Posted by E. Cartman (Member # 256) on :
Don't you guys get, like, 6 billion channels on cable alone? There's bound to be at least ONE educative documentary (complete with voluntary censoring of the more sensitive anatomic areas) on mating habits, or something. But, I'm sure you're even wealthier than you already were for watching that adaptation.
[ September 06, 2002, 00:30: Message edited by: E. Cartman ]
Posted by Captain-class, Mike-variant (Member # 709) on :
well, it was a rare occasion where my stepmother was not beig openly hostile, probably since my brother wasnt there, and it was her TV.. chancging the channel like i still lived there has been the source of open warfare in the past.
it begs the question of why the hell ive never been able to enjoy cable for more than three months in my life. when i visited RI for the summers and stayed with my dad and her, id have cable but not be allowed to watch it often. then i went for another decade without cable after those two or three fateful summers, to have my parents get a satellite RIGHT BEFORE I MOVE OUT. ultimate slap in the face. my whole childhood, deprived of music videos except when a friend taped them for me, no beavis & butthead likewise, or cartoon network, or nick at nite. I was forced to READ BOOKS. grr. now i'm smarter than the rest of the kids my age, and know nothing of their music awards! and as such have no common ground with which to base a stable relationship! all my sufferings, to this one cause!
Posted by TSN (Member # 31) on :
"Books about relationships are just soooo inferior to war and horror and sci-fi topics. ... Not that we don't fantasize about these things [sex] but writing them down is just sick and unacceptable because we all subscribe to Christian repression of sex whether we're Christian or not."
Erm... Have you ever actually read a sci-fi book? They all have fornication in them. All of them. And, if they have the words "by Robert A. Heinlein" on the cover, you're in for even more of a treat.
Posted by Omega (Member # 91) on :
All of them? 2001? Foundation? The Caves of Steel?
Posted by TSN (Member # 31) on :
Obviously, I was hyperbolizing. Though just barely. And Foundation was pretty boring, anyway, so what can you expect?
Posted by Thoughtcancer (Member # 480) on :
I don't think Issac Asimov expected there to be sex in the future.
Posted by Sol System (Member # 30) on :
The Gods Themselves.
Posted by PsyLiam (Member # 73) on :
You listed Foundation as boring in a list that included 2001? I might have found a cure for my insomnia...

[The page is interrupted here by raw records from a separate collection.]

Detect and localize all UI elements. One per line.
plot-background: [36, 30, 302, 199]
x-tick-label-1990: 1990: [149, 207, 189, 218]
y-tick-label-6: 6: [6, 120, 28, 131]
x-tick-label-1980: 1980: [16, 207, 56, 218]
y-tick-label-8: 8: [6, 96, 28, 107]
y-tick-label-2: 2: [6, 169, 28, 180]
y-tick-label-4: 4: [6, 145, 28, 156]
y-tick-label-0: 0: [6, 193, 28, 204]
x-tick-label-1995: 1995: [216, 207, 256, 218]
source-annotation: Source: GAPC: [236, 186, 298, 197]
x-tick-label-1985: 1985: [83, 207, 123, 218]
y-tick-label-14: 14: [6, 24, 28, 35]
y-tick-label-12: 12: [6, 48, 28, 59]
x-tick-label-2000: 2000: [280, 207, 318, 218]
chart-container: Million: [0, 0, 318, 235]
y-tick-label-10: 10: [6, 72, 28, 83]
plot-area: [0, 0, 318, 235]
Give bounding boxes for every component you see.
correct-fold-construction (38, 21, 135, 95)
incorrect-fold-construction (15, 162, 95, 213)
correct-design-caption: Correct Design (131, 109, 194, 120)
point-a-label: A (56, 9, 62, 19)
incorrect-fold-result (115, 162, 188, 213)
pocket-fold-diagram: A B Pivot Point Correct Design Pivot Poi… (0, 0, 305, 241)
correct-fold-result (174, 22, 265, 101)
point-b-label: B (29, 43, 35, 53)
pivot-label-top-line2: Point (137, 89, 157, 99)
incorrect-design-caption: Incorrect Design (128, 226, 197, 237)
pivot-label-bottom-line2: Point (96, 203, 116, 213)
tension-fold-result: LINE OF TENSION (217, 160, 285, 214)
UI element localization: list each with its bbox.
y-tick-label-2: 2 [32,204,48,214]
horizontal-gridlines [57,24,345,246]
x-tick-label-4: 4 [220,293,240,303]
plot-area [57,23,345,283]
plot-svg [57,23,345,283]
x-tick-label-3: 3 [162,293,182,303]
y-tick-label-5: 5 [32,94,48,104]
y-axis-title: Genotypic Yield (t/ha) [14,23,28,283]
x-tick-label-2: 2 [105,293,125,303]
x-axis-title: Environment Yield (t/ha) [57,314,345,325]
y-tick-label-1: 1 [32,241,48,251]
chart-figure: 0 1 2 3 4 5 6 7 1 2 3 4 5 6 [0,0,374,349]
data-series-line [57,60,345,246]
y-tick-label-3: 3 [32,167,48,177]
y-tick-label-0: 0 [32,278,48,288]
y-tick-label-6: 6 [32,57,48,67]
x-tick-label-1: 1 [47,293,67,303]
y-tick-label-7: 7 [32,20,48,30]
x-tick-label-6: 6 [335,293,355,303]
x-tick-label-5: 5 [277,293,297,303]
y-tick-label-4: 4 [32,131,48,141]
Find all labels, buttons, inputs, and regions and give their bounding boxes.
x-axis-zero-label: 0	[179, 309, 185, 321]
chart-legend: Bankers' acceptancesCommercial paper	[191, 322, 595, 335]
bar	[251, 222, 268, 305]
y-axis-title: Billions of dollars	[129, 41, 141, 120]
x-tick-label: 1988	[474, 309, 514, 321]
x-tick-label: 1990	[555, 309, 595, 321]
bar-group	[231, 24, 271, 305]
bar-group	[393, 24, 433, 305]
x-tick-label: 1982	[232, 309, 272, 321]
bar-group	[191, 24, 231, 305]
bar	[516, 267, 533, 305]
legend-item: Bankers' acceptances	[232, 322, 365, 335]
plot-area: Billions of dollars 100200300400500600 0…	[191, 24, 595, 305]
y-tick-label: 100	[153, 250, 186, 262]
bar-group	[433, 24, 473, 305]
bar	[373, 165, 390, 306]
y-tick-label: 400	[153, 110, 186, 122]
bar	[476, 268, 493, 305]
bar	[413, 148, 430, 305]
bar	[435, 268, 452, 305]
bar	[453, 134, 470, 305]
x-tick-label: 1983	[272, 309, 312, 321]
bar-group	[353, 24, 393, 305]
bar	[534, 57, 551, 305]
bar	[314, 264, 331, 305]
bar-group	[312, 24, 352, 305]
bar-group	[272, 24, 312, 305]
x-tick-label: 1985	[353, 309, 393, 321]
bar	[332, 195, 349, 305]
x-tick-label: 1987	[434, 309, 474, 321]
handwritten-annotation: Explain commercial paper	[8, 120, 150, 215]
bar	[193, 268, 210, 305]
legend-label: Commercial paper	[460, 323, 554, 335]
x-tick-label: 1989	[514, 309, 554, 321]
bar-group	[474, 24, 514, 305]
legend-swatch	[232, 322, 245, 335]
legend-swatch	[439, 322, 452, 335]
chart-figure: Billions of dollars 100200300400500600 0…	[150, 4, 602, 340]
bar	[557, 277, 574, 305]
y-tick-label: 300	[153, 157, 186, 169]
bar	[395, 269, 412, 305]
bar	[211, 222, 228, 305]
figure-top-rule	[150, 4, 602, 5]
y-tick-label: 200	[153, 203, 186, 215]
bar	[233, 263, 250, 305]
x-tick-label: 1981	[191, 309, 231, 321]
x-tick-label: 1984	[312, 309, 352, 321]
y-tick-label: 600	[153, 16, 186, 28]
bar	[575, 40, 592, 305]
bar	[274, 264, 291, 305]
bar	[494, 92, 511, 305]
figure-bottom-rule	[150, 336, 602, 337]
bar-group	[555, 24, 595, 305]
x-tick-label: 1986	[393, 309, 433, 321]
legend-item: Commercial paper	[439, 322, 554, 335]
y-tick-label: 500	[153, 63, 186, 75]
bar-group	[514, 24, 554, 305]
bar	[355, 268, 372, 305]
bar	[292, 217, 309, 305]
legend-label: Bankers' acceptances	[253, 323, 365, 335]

quote: the music was done by Dennis McCarthy, and did include snippets of what would later become the Voyager theme.
Which is great, especially since Jerry Goldsmith wrote the Voyager theme.

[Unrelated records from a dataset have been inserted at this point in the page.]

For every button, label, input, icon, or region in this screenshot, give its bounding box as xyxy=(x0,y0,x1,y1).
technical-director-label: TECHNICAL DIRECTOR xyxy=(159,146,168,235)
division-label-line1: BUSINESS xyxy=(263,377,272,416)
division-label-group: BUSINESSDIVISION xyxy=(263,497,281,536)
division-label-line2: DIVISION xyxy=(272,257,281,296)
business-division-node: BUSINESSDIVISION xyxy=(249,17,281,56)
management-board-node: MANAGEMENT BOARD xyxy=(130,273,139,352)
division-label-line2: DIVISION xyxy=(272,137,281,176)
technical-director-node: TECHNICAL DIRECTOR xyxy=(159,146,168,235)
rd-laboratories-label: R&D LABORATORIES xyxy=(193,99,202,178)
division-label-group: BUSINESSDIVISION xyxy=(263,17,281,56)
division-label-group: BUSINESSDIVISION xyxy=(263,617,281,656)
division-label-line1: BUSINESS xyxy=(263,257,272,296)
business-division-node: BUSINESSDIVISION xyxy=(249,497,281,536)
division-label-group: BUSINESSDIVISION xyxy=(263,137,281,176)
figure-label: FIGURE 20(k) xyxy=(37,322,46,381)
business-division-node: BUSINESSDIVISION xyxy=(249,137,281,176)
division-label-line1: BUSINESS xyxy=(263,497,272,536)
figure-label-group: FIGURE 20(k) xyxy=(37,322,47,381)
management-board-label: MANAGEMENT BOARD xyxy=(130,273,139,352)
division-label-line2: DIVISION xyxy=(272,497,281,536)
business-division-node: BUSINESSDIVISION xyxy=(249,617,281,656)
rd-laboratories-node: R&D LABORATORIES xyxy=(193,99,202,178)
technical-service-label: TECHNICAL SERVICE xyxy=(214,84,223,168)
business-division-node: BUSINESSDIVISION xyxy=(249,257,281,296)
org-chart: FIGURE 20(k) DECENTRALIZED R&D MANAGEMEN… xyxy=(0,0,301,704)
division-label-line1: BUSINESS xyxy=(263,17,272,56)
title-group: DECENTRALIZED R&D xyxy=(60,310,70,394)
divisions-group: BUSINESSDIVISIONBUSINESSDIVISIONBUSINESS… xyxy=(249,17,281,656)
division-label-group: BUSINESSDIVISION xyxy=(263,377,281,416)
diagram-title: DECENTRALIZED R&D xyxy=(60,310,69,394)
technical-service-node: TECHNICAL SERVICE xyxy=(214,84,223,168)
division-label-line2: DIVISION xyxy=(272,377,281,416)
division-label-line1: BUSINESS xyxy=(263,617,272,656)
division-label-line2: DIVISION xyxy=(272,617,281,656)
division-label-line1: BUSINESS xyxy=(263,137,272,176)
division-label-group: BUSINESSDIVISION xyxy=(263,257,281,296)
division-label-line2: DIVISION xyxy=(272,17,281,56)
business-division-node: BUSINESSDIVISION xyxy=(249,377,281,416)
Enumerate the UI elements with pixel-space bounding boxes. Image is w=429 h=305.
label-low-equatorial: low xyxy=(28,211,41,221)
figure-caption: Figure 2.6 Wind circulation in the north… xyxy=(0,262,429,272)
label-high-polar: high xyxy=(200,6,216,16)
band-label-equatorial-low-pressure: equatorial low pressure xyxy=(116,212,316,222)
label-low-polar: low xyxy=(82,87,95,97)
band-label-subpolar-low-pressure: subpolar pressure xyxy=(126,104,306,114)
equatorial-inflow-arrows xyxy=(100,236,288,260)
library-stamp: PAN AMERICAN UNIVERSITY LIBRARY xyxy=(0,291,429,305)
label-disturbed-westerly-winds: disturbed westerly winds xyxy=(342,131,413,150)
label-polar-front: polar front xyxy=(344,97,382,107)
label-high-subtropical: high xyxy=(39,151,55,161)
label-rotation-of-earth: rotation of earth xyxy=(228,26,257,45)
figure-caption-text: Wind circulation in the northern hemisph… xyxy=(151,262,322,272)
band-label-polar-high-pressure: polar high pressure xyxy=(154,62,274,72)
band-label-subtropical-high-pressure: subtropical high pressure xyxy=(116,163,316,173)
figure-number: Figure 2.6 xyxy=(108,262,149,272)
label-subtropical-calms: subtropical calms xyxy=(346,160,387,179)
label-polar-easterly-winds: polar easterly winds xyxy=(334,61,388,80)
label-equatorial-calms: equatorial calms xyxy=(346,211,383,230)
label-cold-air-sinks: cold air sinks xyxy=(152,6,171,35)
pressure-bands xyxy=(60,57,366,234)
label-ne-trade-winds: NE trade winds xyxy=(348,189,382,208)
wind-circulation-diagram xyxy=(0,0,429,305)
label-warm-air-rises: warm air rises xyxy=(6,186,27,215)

Posted by TSN (Member # 31) on :
I didn't find 2001 boring. This is the book we're talking about, of course, not the movie. The movie was mediocre by comparison.
Posted by Obi Juan (Member # 90) on :
Not if you were on two or three doses while watching, which most of the audiences were at the time of its release.
Posted by E. Cartman (Member # 256) on :
Well, yeah, that's roughly what it takes to make Kubrick watchable.